Red Cockaded Woodpeckers – A Sticky Business

Red Cockaded Woodpeckers – A Sticky Business

ambience: call of Red Cockaded Woodpeckers
The Red Cockaded Woodpecker will only excavate a home for itself inside of a living pine tree, never a dead one. The reasons why? Stay tuned. I’m Jim Metzner and this is the Pulse of the Planet.

Blanc: They specialize in living trees and in particular living pine tree’s.

Research biologist Lori Blanc.

Blanc: Longleaf pine in particular have a lot of resin, a lot of sap flow. So as a defense mechanism, what they do with these pine trees is they excavate their cavity – where they go and they sleep in every night – but they also will lay their nest in there too. But they also peck little holes around that cavity, called resin Wells. And so when they peck all these little holes around the entire tree around the cavity, it stimulates all of this sap flow.

So you’re looking at the tree and it’s looking like a big candle that’s just dripping and oozing the sap. What that does is it prevents snakes from climbing those trees. So Red Cockaded Woodpeckers are quite vulnerable to snake predation in living pine trees unless they have their defense mechanism, which is to pick the heck out of that tree and just have it seep with sap and sap. And when a snake get set up under one of the scales, it’s a big enough deterrent. It usually falls out of the tree and moves on.

It can take quite a long time for Red Cockaded Woodpeckers to excavate a single cavity in a living tree, but once they’ve excavated that cavity, it’ll last 15 to 20 years. A cavity in a dead tree has a very short life span. It’ll rot, decay. It may last two or three years. They invest a lot of time and energy into creating a cavity, but then that cavity is useful for a long time. It’s valuable real estate. And the family will stick around and tend it, maintain the resin wells, guard that territory.

Pulse of the Planet is made possible in part by Virginia Tech, inventing the future through a hands-on approach to education and research.

Red Cockaded Woodpeckers - A Sticky Business

A woodpecker has devised a clever strategy to protect its nests from snakes.
Air Date:02/26/2015
Scientist:
Transcript:

Red Cockaded Woodpeckers - A Sticky Business

ambience: call of Red Cockaded Woodpeckers
The Red Cockaded Woodpecker will only excavate a home for itself inside of a living pine tree, never a dead one. The reasons why? Stay tuned. I'm Jim Metzner and this is the Pulse of the Planet.

Blanc: They specialize in living trees and in particular living pine tree's.

Research biologist Lori Blanc.

Blanc: Longleaf pine in particular have a lot of resin, a lot of sap flow. So as a defense mechanism, what they do with these pine trees is they excavate their cavity - where they go and they sleep in every night - but they also will lay their nest in there too. But they also peck little holes around that cavity, called resin Wells. And so when they peck all these little holes around the entire tree around the cavity, it stimulates all of this sap flow.

So you're looking at the tree and it's looking like a big candle that's just dripping and oozing the sap. What that does is it prevents snakes from climbing those trees. So Red Cockaded Woodpeckers are quite vulnerable to snake predation in living pine trees unless they have their defense mechanism, which is to pick the heck out of that tree and just have it seep with sap and sap. And when a snake get set up under one of the scales, it's a big enough deterrent. It usually falls out of the tree and moves on.

It can take quite a long time for Red Cockaded Woodpeckers to excavate a single cavity in a living tree, but once they've excavated that cavity, it'll last 15 to 20 years. A cavity in a dead tree has a very short life span. It'll rot, decay. It may last two or three years. They invest a lot of time and energy into creating a cavity, but then that cavity is useful for a long time. It's valuable real estate. And the family will stick around and tend it, maintain the resin wells, guard that territory.

Pulse of the Planet is made possible in part by Virginia Tech, inventing the future through a hands-on approach to education and research.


■ Exercise brief
Exactly and only the lines from the one containing "This screenshot has height=650, width=1106." through the close of the entries below are to be set down.

■ Material provided
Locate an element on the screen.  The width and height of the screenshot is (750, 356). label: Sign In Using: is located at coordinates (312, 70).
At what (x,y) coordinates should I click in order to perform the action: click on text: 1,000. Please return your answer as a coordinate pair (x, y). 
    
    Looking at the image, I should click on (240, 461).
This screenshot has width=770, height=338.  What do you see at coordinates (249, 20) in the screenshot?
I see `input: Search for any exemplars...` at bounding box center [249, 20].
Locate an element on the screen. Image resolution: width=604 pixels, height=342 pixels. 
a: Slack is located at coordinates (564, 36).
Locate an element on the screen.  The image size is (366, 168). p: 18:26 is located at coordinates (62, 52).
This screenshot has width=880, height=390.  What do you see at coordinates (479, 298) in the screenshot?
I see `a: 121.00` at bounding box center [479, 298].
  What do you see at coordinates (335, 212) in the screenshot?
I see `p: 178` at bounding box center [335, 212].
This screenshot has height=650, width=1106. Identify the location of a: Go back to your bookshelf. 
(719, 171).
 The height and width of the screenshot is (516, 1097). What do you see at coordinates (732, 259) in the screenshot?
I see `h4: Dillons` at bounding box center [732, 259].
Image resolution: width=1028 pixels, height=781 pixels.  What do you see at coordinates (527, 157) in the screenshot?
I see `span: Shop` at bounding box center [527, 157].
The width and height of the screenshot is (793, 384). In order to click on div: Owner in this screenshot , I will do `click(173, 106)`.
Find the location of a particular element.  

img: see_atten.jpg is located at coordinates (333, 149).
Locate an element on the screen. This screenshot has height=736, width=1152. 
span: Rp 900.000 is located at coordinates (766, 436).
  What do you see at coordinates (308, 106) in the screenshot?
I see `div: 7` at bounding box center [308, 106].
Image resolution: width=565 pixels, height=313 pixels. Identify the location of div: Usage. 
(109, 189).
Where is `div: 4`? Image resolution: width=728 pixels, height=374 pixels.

■ Your solution
This screenshot has height=650, width=1106. Identify the location of a: Go back to your bookshelf. 
(719, 171).
 The height and width of the screenshot is (516, 1097). What do you see at coordinates (732, 259) in the screenshot?
I see `h4: Dillons` at bounding box center [732, 259].
Image resolution: width=1028 pixels, height=781 pixels.  What do you see at coordinates (527, 157) in the screenshot?
I see `span: Shop` at bounding box center [527, 157].
The width and height of the screenshot is (793, 384). In order to click on div: Owner in this screenshot , I will do `click(173, 106)`.
Find the location of a particular element.  

img: see_atten.jpg is located at coordinates (333, 149).
Locate an element on the screen. This screenshot has height=736, width=1152. 
span: Rp 900.000 is located at coordinates (766, 436).
  What do you see at coordinates (308, 106) in the screenshot?
I see `div: 7` at bounding box center [308, 106].
Image resolution: width=565 pixels, height=313 pixels. Identify the location of div: Usage. 
(109, 189).
Where is `div: 4`? Image resolution: width=728 pixels, height=374 pixels.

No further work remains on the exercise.